Wednesday, June 26, 2013

Ecuador and the Free Flow of Information

One of the places Edward Snowden may end up is Ecuador. Since I am probably headed to Quito as the next stop on my world tour, I have been following events there fairly closely.

As I mentioned in an earlier post, I have mixed feelings about Snowden, and am awaiting further developments before trying to resolve them.

I have no mixed feelings at all, however, about the hypocrisy of Ecuador's president, Rafael Correa. With giving asylum to Julian Assange in Ecuador's London embassy as well as offering asylum to Snowden, Correa is posturing as the great defender of free speech. When it comes to the freedom of Ecuadorians to criticize him, however, Correa takes rather a different stance:
Correa's administration is in the process of rolling out a controversial new media law that restricts press freedoms. The law’s article 47, for instance, creates a Council of Content Regulation with the power to sanction press outlets that fail to report issues the state considers news. Ecuador’s El Comercio newspaper warned the law was a “coup against liberty.” 
Alberto Acosta, a former Ecuadorian minister of energy and mining, summed up the irony in atweet: “My support for Snowden and Assange … what they did would be penalized in Ecuador by the new media law.”
This could bite Ecuador in the butt. Ecuador's current preferential trade agreement with the US is set to expire, and this increases the likelihood that it will not be renewed.
Business leaders fear that giving Snowden asylum could prompt the United States to take retaliatory measures, with a preferential trade deal set to expire at the end of July unless Washington renews it. 
"We don't have the luxury of taking the wrong steps," the head of the Ecuadoran Business Committee, Roberto Aspiazu, told AFP. 
"What would we gain from giving political asylum to Snowden -- confirming Ecuador's international image as an anti-imperialist country? I don't think we need that." 
The United States is Ecuador's main trade partner, buying 40 percent of the Andean nation's exports, or the equivalent of $9 billion per year. 
Foreign Minister Ricardo Patino said Tuesday that the US State Department had contacted his ministry about the case.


**Task prompt**
Images don't belong in the copy. Output the rest of the data exactly.

(Data entries for graphics)
*** Begin section ***

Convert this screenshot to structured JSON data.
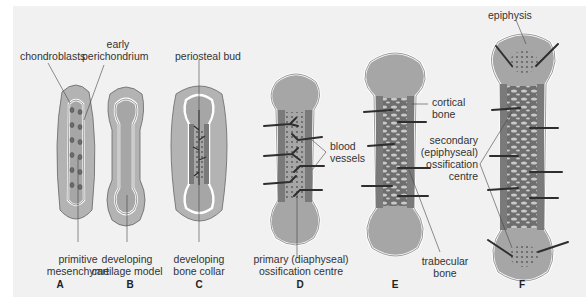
{
  "figure": {
    "colors": {
      "background": "#f1f1f1",
      "mesenchyme": "#b3b3b3",
      "cartilage": "#a6a6a6",
      "perichondrium_line": "#ffffff",
      "outline": "#555555",
      "bone_collar": "#7a7a7a",
      "vessel": "#2e2e2e",
      "trabecular_bone": "#6e6e6e",
      "marrow_space": "#c9c9c9"
    },
    "stages": [
      {
        "letter": "A",
        "caption_line1": "primitive",
        "caption_line2": "mesenchyme"
      },
      {
        "letter": "B",
        "caption_line1": "developing",
        "caption_line2": "cartilage model"
      },
      {
        "letter": "C",
        "caption_line1": "developing",
        "caption_line2": "bone collar"
      },
      {
        "letter": "D",
        "caption_line1": "primary (diaphyseal)",
        "caption_line2": "ossification centre"
      },
      {
        "letter": "E",
        "caption_line1": "trabecular",
        "caption_line2": "bone"
      },
      {
        "letter": "F",
        "caption_line1": "",
        "caption_line2": ""
      }
    ],
    "callouts": {
      "chondroblasts": "chondroblasts",
      "early_perichondrium_1": "early",
      "early_perichondrium_2": "perichondrium",
      "periosteal_bud": "periosteal bud",
      "blood_vessels_1": "blood",
      "blood_vessels_2": "vessels",
      "cortical_bone_1": "cortical",
      "cortical_bone_2": "bone",
      "secondary_1": "secondary",
      "secondary_2": "(epiphyseal)",
      "secondary_3": "ossification",
      "secondary_4": "centre",
      "epiphysis": "epiphysis"
    }
  }
}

*** End section ***

**Exercise solution**
Convert this screenshot to structured JSON data.
{
  "figure": {
    "colors": {
      "background": "#f1f1f1",
      "mesenchyme": "#b3b3b3",
      "cartilage": "#a6a6a6",
      "perichondrium_line": "#ffffff",
      "outline": "#555555",
      "bone_collar": "#7a7a7a",
      "vessel": "#2e2e2e",
      "trabecular_bone": "#6e6e6e",
      "marrow_space": "#c9c9c9"
    },
    "stages": [
      {
        "letter": "A",
        "caption_line1": "primitive",
        "caption_line2": "mesenchyme"
      },
      {
        "letter": "B",
        "caption_line1": "developing",
        "caption_line2": "cartilage model"
      },
      {
        "letter": "C",
        "caption_line1": "developing",
        "caption_line2": "bone collar"
      },
      {
        "letter": "D",
        "caption_line1": "primary (diaphyseal)",
        "caption_line2": "ossification centre"
      },
      {
        "letter": "E",
        "caption_line1": "trabecular",
        "caption_line2": "bone"
      },
      {
        "letter": "F",
        "caption_line1": "",
        "caption_line2": ""
      }
    ],
    "callouts": {
      "chondroblasts": "chondroblasts",
      "early_perichondrium_1": "early",
      "early_perichondrium_2": "perichondrium",
      "periosteal_bud": "periosteal bud",
      "blood_vessels_1": "blood",
      "blood_vessels_2": "vessels",
      "cortical_bone_1": "cortical",
      "cortical_bone_2": "bone",
      "secondary_1": "secondary",
      "secondary_2": "(epiphyseal)",
      "secondary_3": "ossification",
      "secondary_4": "centre",
      "epiphysis": "epiphysis"
    }
  }
}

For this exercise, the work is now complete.